Letter in Bellingham (WA) Herald 9/28/02: "Reader set to turn himself in for suspicious activity"

Thanks for printing the picture of Bellingham's new U.S. Government TIPS sign with the 800 number that tells how we should spy on each other and report suspicious and dangerous people. I've decided to report myself as suspicious. I have an interest in atomic weapons and one July Fourth, upon tying six firecrackers together and lighting it off, I commented to those around me: "Let's get a couple packages, tie them together and make an atomic bomb." And "Dr. Strangelove" is my favorite movie!

While I was an undergraduate, I had friends in the Cosmopolitan Club from Iran, Iraq, Japan, Canada, Venezuela, Bolivia and Turkey.

Further, I have souvenirs from travel in a Muslim country. I also have a history of the Third Reich and biographies of Hitler, Mussolini and Stalin and some books on China - including Mao's "Little Red Book." Such titles might not bother U:S. Attorney General John Ashcroft, of course, as those dictators didn't just urge people to spy on their neighbors, but required it. I also have a relative living in the woods of Montana who is a member of a national group that promotes firearms and dangerous weapons. He's a member of the, well, let's not disclose it here, but it has three words in the name and starts with National.

Worse, I have learned a great deal about explosives, how to blow up buildings, hate, terrorism and; indeed, war and aggression in a publication that I get daily - The Bellingham Herald.

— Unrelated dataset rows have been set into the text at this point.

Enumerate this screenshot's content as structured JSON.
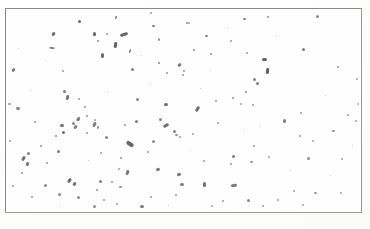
{
  "image": {
    "kind": "micrograph-field",
    "description": "Scanned light micrograph field showing scattered rod-shaped particles on a plain background within a thin rectangular border",
    "width": 370,
    "height": 229,
    "background_color": "#fdfdfc",
    "field_background_color": "#fefefe",
    "border_color": "#8d8d90",
    "particle_color": "#4a4a4e",
    "speck_color": "#b9b9bd"
  },
  "frame": {
    "x": 5,
    "y": 8,
    "width": 357,
    "height": 205
  },
  "particles": [
    {
      "x": 78,
      "y": 20,
      "w": 3,
      "h": 3,
      "r": 0,
      "o": 0.82
    },
    {
      "x": 115,
      "y": 16,
      "w": 2,
      "h": 3,
      "r": 20,
      "o": 0.7
    },
    {
      "x": 152,
      "y": 25,
      "w": 3,
      "h": 2,
      "r": 0,
      "o": 0.78
    },
    {
      "x": 186,
      "y": 22,
      "w": 2,
      "h": 2,
      "r": 0,
      "o": 0.62
    },
    {
      "x": 205,
      "y": 35,
      "w": 3,
      "h": 2,
      "r": 10,
      "o": 0.74
    },
    {
      "x": 243,
      "y": 18,
      "w": 3,
      "h": 2,
      "r": 0,
      "o": 0.72
    },
    {
      "x": 267,
      "y": 16,
      "w": 2,
      "h": 2,
      "r": 0,
      "o": 0.6
    },
    {
      "x": 316,
      "y": 15,
      "w": 3,
      "h": 3,
      "r": 0,
      "o": 0.66
    },
    {
      "x": 150,
      "y": 12,
      "w": 2,
      "h": 2,
      "r": 0,
      "o": 0.55
    },
    {
      "x": 52,
      "y": 32,
      "w": 3,
      "h": 4,
      "r": 35,
      "o": 0.8
    },
    {
      "x": 49,
      "y": 47,
      "w": 6,
      "h": 2,
      "r": 5,
      "o": 0.68
    },
    {
      "x": 93,
      "y": 32,
      "w": 3,
      "h": 4,
      "r": 0,
      "o": 0.85
    },
    {
      "x": 97,
      "y": 40,
      "w": 2,
      "h": 2,
      "r": 0,
      "o": 0.62
    },
    {
      "x": 106,
      "y": 33,
      "w": 2,
      "h": 2,
      "r": 0,
      "o": 0.55
    },
    {
      "x": 120,
      "y": 33,
      "w": 8,
      "h": 3,
      "r": -18,
      "o": 0.84
    },
    {
      "x": 114,
      "y": 42,
      "w": 3,
      "h": 6,
      "r": 8,
      "o": 0.86
    },
    {
      "x": 101,
      "y": 53,
      "w": 3,
      "h": 5,
      "r": 0,
      "o": 0.8
    },
    {
      "x": 129,
      "y": 49,
      "w": 2,
      "h": 4,
      "r": 20,
      "o": 0.66
    },
    {
      "x": 158,
      "y": 38,
      "w": 2,
      "h": 3,
      "r": 0,
      "o": 0.6
    },
    {
      "x": 158,
      "y": 62,
      "w": 2,
      "h": 2,
      "r": 0,
      "o": 0.66
    },
    {
      "x": 131,
      "y": 68,
      "w": 3,
      "h": 3,
      "r": 0,
      "o": 0.7
    },
    {
      "x": 166,
      "y": 72,
      "w": 2,
      "h": 2,
      "r": 0,
      "o": 0.58
    },
    {
      "x": 178,
      "y": 63,
      "w": 3,
      "h": 4,
      "r": 40,
      "o": 0.72
    },
    {
      "x": 182,
      "y": 74,
      "w": 2,
      "h": 2,
      "r": 0,
      "o": 0.55
    },
    {
      "x": 193,
      "y": 49,
      "w": 2,
      "h": 2,
      "r": 0,
      "o": 0.6
    },
    {
      "x": 210,
      "y": 53,
      "w": 2,
      "h": 2,
      "r": 0,
      "o": 0.62
    },
    {
      "x": 230,
      "y": 40,
      "w": 2,
      "h": 2,
      "r": 0,
      "o": 0.55
    },
    {
      "x": 246,
      "y": 52,
      "w": 2,
      "h": 2,
      "r": 0,
      "o": 0.58
    },
    {
      "x": 253,
      "y": 78,
      "w": 3,
      "h": 3,
      "r": 0,
      "o": 0.68
    },
    {
      "x": 262,
      "y": 58,
      "w": 5,
      "h": 3,
      "r": 0,
      "o": 0.86
    },
    {
      "x": 266,
      "y": 68,
      "w": 3,
      "h": 6,
      "r": 8,
      "o": 0.88
    },
    {
      "x": 256,
      "y": 82,
      "w": 3,
      "h": 3,
      "r": 0,
      "o": 0.7
    },
    {
      "x": 245,
      "y": 91,
      "w": 2,
      "h": 2,
      "r": 0,
      "o": 0.62
    },
    {
      "x": 232,
      "y": 97,
      "w": 2,
      "h": 2,
      "r": 0,
      "o": 0.58
    },
    {
      "x": 252,
      "y": 104,
      "w": 2,
      "h": 2,
      "r": 0,
      "o": 0.55
    },
    {
      "x": 302,
      "y": 48,
      "w": 3,
      "h": 3,
      "r": 0,
      "o": 0.7
    },
    {
      "x": 337,
      "y": 66,
      "w": 2,
      "h": 2,
      "r": 0,
      "o": 0.58
    },
    {
      "x": 356,
      "y": 78,
      "w": 2,
      "h": 2,
      "r": 0,
      "o": 0.52
    },
    {
      "x": 183,
      "y": 70,
      "w": 2,
      "h": 2,
      "r": 0,
      "o": 0.55
    },
    {
      "x": 188,
      "y": 22,
      "w": 2,
      "h": 2,
      "r": 0,
      "o": 0.52
    },
    {
      "x": 12,
      "y": 68,
      "w": 3,
      "h": 4,
      "r": 40,
      "o": 0.72
    },
    {
      "x": 16,
      "y": 107,
      "w": 4,
      "h": 3,
      "r": 25,
      "o": 0.66
    },
    {
      "x": 8,
      "y": 103,
      "w": 3,
      "h": 2,
      "r": 0,
      "o": 0.58
    },
    {
      "x": 63,
      "y": 90,
      "w": 3,
      "h": 3,
      "r": 0,
      "o": 0.74
    },
    {
      "x": 66,
      "y": 95,
      "w": 3,
      "h": 5,
      "r": 15,
      "o": 0.76
    },
    {
      "x": 78,
      "y": 98,
      "w": 2,
      "h": 2,
      "r": 0,
      "o": 0.58
    },
    {
      "x": 84,
      "y": 106,
      "w": 2,
      "h": 2,
      "r": 0,
      "o": 0.55
    },
    {
      "x": 62,
      "y": 70,
      "w": 2,
      "h": 2,
      "r": 0,
      "o": 0.55
    },
    {
      "x": 86,
      "y": 115,
      "w": 2,
      "h": 2,
      "r": 0,
      "o": 0.6
    },
    {
      "x": 60,
      "y": 124,
      "w": 4,
      "h": 3,
      "r": 0,
      "o": 0.78
    },
    {
      "x": 62,
      "y": 131,
      "w": 3,
      "h": 3,
      "r": 0,
      "o": 0.8
    },
    {
      "x": 55,
      "y": 135,
      "w": 2,
      "h": 2,
      "r": 0,
      "o": 0.6
    },
    {
      "x": 34,
      "y": 121,
      "w": 2,
      "h": 2,
      "r": 0,
      "o": 0.58
    },
    {
      "x": 86,
      "y": 132,
      "w": 2,
      "h": 2,
      "r": 0,
      "o": 0.55
    },
    {
      "x": 40,
      "y": 145,
      "w": 2,
      "h": 2,
      "r": 0,
      "o": 0.58
    },
    {
      "x": 126,
      "y": 142,
      "w": 8,
      "h": 4,
      "r": 35,
      "o": 0.84
    },
    {
      "x": 135,
      "y": 120,
      "w": 3,
      "h": 3,
      "r": 0,
      "o": 0.72
    },
    {
      "x": 136,
      "y": 98,
      "w": 3,
      "h": 3,
      "r": 0,
      "o": 0.66
    },
    {
      "x": 164,
      "y": 103,
      "w": 4,
      "h": 3,
      "r": 0,
      "o": 0.78
    },
    {
      "x": 196,
      "y": 106,
      "w": 3,
      "h": 6,
      "r": 30,
      "o": 0.8
    },
    {
      "x": 163,
      "y": 124,
      "w": 6,
      "h": 3,
      "r": -30,
      "o": 0.8
    },
    {
      "x": 173,
      "y": 130,
      "w": 3,
      "h": 3,
      "r": 0,
      "o": 0.68
    },
    {
      "x": 175,
      "y": 134,
      "w": 3,
      "h": 2,
      "r": 0,
      "o": 0.62
    },
    {
      "x": 179,
      "y": 136,
      "w": 2,
      "h": 2,
      "r": 0,
      "o": 0.55
    },
    {
      "x": 215,
      "y": 100,
      "w": 2,
      "h": 2,
      "r": 0,
      "o": 0.55
    },
    {
      "x": 240,
      "y": 103,
      "w": 2,
      "h": 2,
      "r": 0,
      "o": 0.52
    },
    {
      "x": 299,
      "y": 135,
      "w": 2,
      "h": 2,
      "r": 0,
      "o": 0.55
    },
    {
      "x": 312,
      "y": 140,
      "w": 2,
      "h": 2,
      "r": 0,
      "o": 0.52
    },
    {
      "x": 77,
      "y": 117,
      "w": 3,
      "h": 4,
      "r": 20,
      "o": 0.7
    },
    {
      "x": 100,
      "y": 152,
      "w": 2,
      "h": 2,
      "r": 0,
      "o": 0.58
    },
    {
      "x": 72,
      "y": 122,
      "w": 3,
      "h": 3,
      "r": 0,
      "o": 0.66
    },
    {
      "x": 124,
      "y": 124,
      "w": 2,
      "h": 2,
      "r": 0,
      "o": 0.55
    },
    {
      "x": 76,
      "y": 119,
      "w": 2,
      "h": 2,
      "r": 0,
      "o": 0.5
    },
    {
      "x": 94,
      "y": 119,
      "w": 2,
      "h": 2,
      "r": 0,
      "o": 0.52
    },
    {
      "x": 159,
      "y": 118,
      "w": 3,
      "h": 3,
      "r": 0,
      "o": 0.66
    },
    {
      "x": 152,
      "y": 140,
      "w": 3,
      "h": 3,
      "r": 0,
      "o": 0.64
    },
    {
      "x": 120,
      "y": 157,
      "w": 2,
      "h": 2,
      "r": 0,
      "o": 0.58
    },
    {
      "x": 147,
      "y": 151,
      "w": 2,
      "h": 2,
      "r": 0,
      "o": 0.55
    },
    {
      "x": 74,
      "y": 125,
      "w": 3,
      "h": 4,
      "r": 45,
      "o": 0.68
    },
    {
      "x": 105,
      "y": 136,
      "w": 3,
      "h": 3,
      "r": 0,
      "o": 0.68
    },
    {
      "x": 93,
      "y": 122,
      "w": 3,
      "h": 5,
      "r": 25,
      "o": 0.72
    },
    {
      "x": 97,
      "y": 126,
      "w": 2,
      "h": 3,
      "r": 20,
      "o": 0.62
    },
    {
      "x": 27,
      "y": 152,
      "w": 3,
      "h": 3,
      "r": 0,
      "o": 0.7
    },
    {
      "x": 22,
      "y": 156,
      "w": 3,
      "h": 5,
      "r": 30,
      "o": 0.78
    },
    {
      "x": 26,
      "y": 162,
      "w": 3,
      "h": 4,
      "r": 30,
      "o": 0.76
    },
    {
      "x": 21,
      "y": 172,
      "w": 2,
      "h": 2,
      "r": 0,
      "o": 0.58
    },
    {
      "x": 46,
      "y": 162,
      "w": 2,
      "h": 2,
      "r": 0,
      "o": 0.55
    },
    {
      "x": 57,
      "y": 150,
      "w": 3,
      "h": 3,
      "r": 0,
      "o": 0.72
    },
    {
      "x": 68,
      "y": 178,
      "w": 3,
      "h": 5,
      "r": 35,
      "o": 0.8
    },
    {
      "x": 73,
      "y": 182,
      "w": 3,
      "h": 4,
      "r": 35,
      "o": 0.76
    },
    {
      "x": 44,
      "y": 184,
      "w": 3,
      "h": 3,
      "r": 0,
      "o": 0.66
    },
    {
      "x": 31,
      "y": 196,
      "w": 2,
      "h": 2,
      "r": 0,
      "o": 0.58
    },
    {
      "x": 58,
      "y": 193,
      "w": 3,
      "h": 3,
      "r": 0,
      "o": 0.64
    },
    {
      "x": 77,
      "y": 196,
      "w": 3,
      "h": 3,
      "r": 0,
      "o": 0.66
    },
    {
      "x": 96,
      "y": 189,
      "w": 2,
      "h": 2,
      "r": 0,
      "o": 0.58
    },
    {
      "x": 99,
      "y": 180,
      "w": 3,
      "h": 3,
      "r": 0,
      "o": 0.7
    },
    {
      "x": 111,
      "y": 181,
      "w": 2,
      "h": 2,
      "r": 0,
      "o": 0.58
    },
    {
      "x": 119,
      "y": 186,
      "w": 3,
      "h": 2,
      "r": 0,
      "o": 0.62
    },
    {
      "x": 103,
      "y": 199,
      "w": 2,
      "h": 2,
      "r": 0,
      "o": 0.55
    },
    {
      "x": 93,
      "y": 205,
      "w": 3,
      "h": 3,
      "r": 0,
      "o": 0.64
    },
    {
      "x": 116,
      "y": 203,
      "w": 2,
      "h": 2,
      "r": 0,
      "o": 0.55
    },
    {
      "x": 126,
      "y": 170,
      "w": 3,
      "h": 5,
      "r": 20,
      "o": 0.76
    },
    {
      "x": 140,
      "y": 205,
      "w": 4,
      "h": 3,
      "r": 0,
      "o": 0.7
    },
    {
      "x": 150,
      "y": 196,
      "w": 2,
      "h": 2,
      "r": 0,
      "o": 0.55
    },
    {
      "x": 175,
      "y": 194,
      "w": 2,
      "h": 2,
      "r": 0,
      "o": 0.55
    },
    {
      "x": 118,
      "y": 168,
      "w": 2,
      "h": 2,
      "r": 0,
      "o": 0.52
    },
    {
      "x": 156,
      "y": 168,
      "w": 4,
      "h": 3,
      "r": -25,
      "o": 0.74
    },
    {
      "x": 177,
      "y": 173,
      "w": 4,
      "h": 3,
      "r": -20,
      "o": 0.76
    },
    {
      "x": 180,
      "y": 183,
      "w": 4,
      "h": 3,
      "r": 0,
      "o": 0.7
    },
    {
      "x": 203,
      "y": 160,
      "w": 2,
      "h": 2,
      "r": 0,
      "o": 0.55
    },
    {
      "x": 232,
      "y": 155,
      "w": 3,
      "h": 3,
      "r": 0,
      "o": 0.72
    },
    {
      "x": 253,
      "y": 145,
      "w": 2,
      "h": 2,
      "r": 0,
      "o": 0.58
    },
    {
      "x": 250,
      "y": 161,
      "w": 3,
      "h": 2,
      "r": 0,
      "o": 0.62
    },
    {
      "x": 230,
      "y": 163,
      "w": 2,
      "h": 2,
      "r": 0,
      "o": 0.55
    },
    {
      "x": 268,
      "y": 156,
      "w": 2,
      "h": 2,
      "r": 0,
      "o": 0.52
    },
    {
      "x": 307,
      "y": 157,
      "w": 3,
      "h": 3,
      "r": 0,
      "o": 0.62
    },
    {
      "x": 341,
      "y": 158,
      "w": 2,
      "h": 2,
      "r": 0,
      "o": 0.52
    },
    {
      "x": 203,
      "y": 182,
      "w": 3,
      "h": 5,
      "r": 0,
      "o": 0.78
    },
    {
      "x": 231,
      "y": 184,
      "w": 6,
      "h": 3,
      "r": -10,
      "o": 0.72
    },
    {
      "x": 247,
      "y": 199,
      "w": 3,
      "h": 3,
      "r": 0,
      "o": 0.66
    },
    {
      "x": 262,
      "y": 205,
      "w": 2,
      "h": 2,
      "r": 0,
      "o": 0.55
    },
    {
      "x": 277,
      "y": 199,
      "w": 2,
      "h": 2,
      "r": 0,
      "o": 0.55
    },
    {
      "x": 293,
      "y": 190,
      "w": 2,
      "h": 2,
      "r": 0,
      "o": 0.52
    },
    {
      "x": 302,
      "y": 204,
      "w": 2,
      "h": 2,
      "r": 0,
      "o": 0.52
    },
    {
      "x": 314,
      "y": 192,
      "w": 3,
      "h": 2,
      "r": 0,
      "o": 0.58
    },
    {
      "x": 340,
      "y": 192,
      "w": 2,
      "h": 2,
      "r": 0,
      "o": 0.52
    },
    {
      "x": 222,
      "y": 200,
      "w": 2,
      "h": 2,
      "r": 0,
      "o": 0.55
    },
    {
      "x": 211,
      "y": 205,
      "w": 2,
      "h": 2,
      "r": 0,
      "o": 0.52
    },
    {
      "x": 283,
      "y": 119,
      "w": 3,
      "h": 4,
      "r": 0,
      "o": 0.7
    },
    {
      "x": 300,
      "y": 112,
      "w": 2,
      "h": 2,
      "r": 0,
      "o": 0.55
    },
    {
      "x": 332,
      "y": 130,
      "w": 3,
      "h": 2,
      "r": -20,
      "o": 0.62
    },
    {
      "x": 347,
      "y": 114,
      "w": 2,
      "h": 2,
      "r": 0,
      "o": 0.52
    },
    {
      "x": 357,
      "y": 103,
      "w": 2,
      "h": 2,
      "r": 0,
      "o": 0.5
    },
    {
      "x": 355,
      "y": 120,
      "w": 2,
      "h": 2,
      "r": 0,
      "o": 0.5
    },
    {
      "x": 9,
      "y": 140,
      "w": 2,
      "h": 2,
      "r": 0,
      "o": 0.5
    },
    {
      "x": 12,
      "y": 185,
      "w": 2,
      "h": 2,
      "r": 0,
      "o": 0.5
    },
    {
      "x": 192,
      "y": 133,
      "w": 2,
      "h": 2,
      "r": 0,
      "o": 0.5
    },
    {
      "x": 217,
      "y": 122,
      "w": 2,
      "h": 2,
      "r": 0,
      "o": 0.5
    }
  ],
  "specks": [
    {
      "x": 45,
      "y": 60,
      "s": 1
    },
    {
      "x": 140,
      "y": 55,
      "s": 1
    },
    {
      "x": 200,
      "y": 88,
      "s": 1
    },
    {
      "x": 275,
      "y": 36,
      "s": 1
    },
    {
      "x": 325,
      "y": 95,
      "s": 1
    },
    {
      "x": 88,
      "y": 160,
      "s": 1
    },
    {
      "x": 190,
      "y": 150,
      "s": 1
    },
    {
      "x": 260,
      "y": 126,
      "s": 1
    },
    {
      "x": 330,
      "y": 175,
      "s": 1
    },
    {
      "x": 150,
      "y": 84,
      "s": 1
    },
    {
      "x": 30,
      "y": 90,
      "s": 1
    },
    {
      "x": 210,
      "y": 70,
      "s": 1
    },
    {
      "x": 290,
      "y": 170,
      "s": 1
    },
    {
      "x": 108,
      "y": 92,
      "s": 1
    },
    {
      "x": 244,
      "y": 130,
      "s": 1
    },
    {
      "x": 60,
      "y": 205,
      "s": 1
    },
    {
      "x": 168,
      "y": 205,
      "s": 1
    },
    {
      "x": 352,
      "y": 145,
      "s": 1
    },
    {
      "x": 18,
      "y": 48,
      "s": 1
    },
    {
      "x": 228,
      "y": 28,
      "s": 1
    }
  ]
}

[A Citizen of Bellingham (Wa)]
Bellingham (WA)



Posted by:
Raymond
at 9/28/2002 05:01:27 PM | Permalink

Agency disavows report on Iraq arms -- The Washington Times

Conservative Washington Times posts a DEVASTATING critique of the LIES that Bush administration has circulating regarding Iraqi possession of WMD; surprisingly, the article opens with an attack on GWB himself....
Agency disavows report on Iraq arms -- The Washington Times

Posted by:
Douglas
at 9/28/2002 04:30:06 PM | Permalink

Global Protests Against Iraq War

Gregory Martin sends this one in:

URL: http://www.smh.com.au/articles/2002/09/28/1032734372579.html
By Johanna Leggatt
September 29 2002

Posted by:
Richard
at 9/28/2002 03:54:35 PM | Permalink

Preemptive Strikes, Permanent War, and the New American Empire: An Orwellian Nightmare

In a speech to West Point cadets on June 1, 2002 George W. Bush proclaimed a new “doctrine” that the U.S. would strike first against enemies. It was soon apparent that this was a major shift in U.S. military policy, replacing the Cold War doctrine of containment and deterrence with a new policy of preemptive strikes, one that could be tried out in Iraq. U.S. allies were extremely upset with this shift in U.S. policy and move toward an aggressive U.S. unilateralism. In an article “Bush to Formalize a Defense Policy of Hitting First,” David E. Sanger wrote in the New York Times (June 17, 2002) that: “The process of including America's allies has only just begun, and administration officials concede that it will be difficult at best. Leaders in Berlin, Paris and Beijing, in particular, have often warned against unilateralism. But Mr. Bush's new policy could amount to ultimate unilateralism, because it reserves the right to determine what constitutes a threat to American security and to act even if that threat is not judged imminent.”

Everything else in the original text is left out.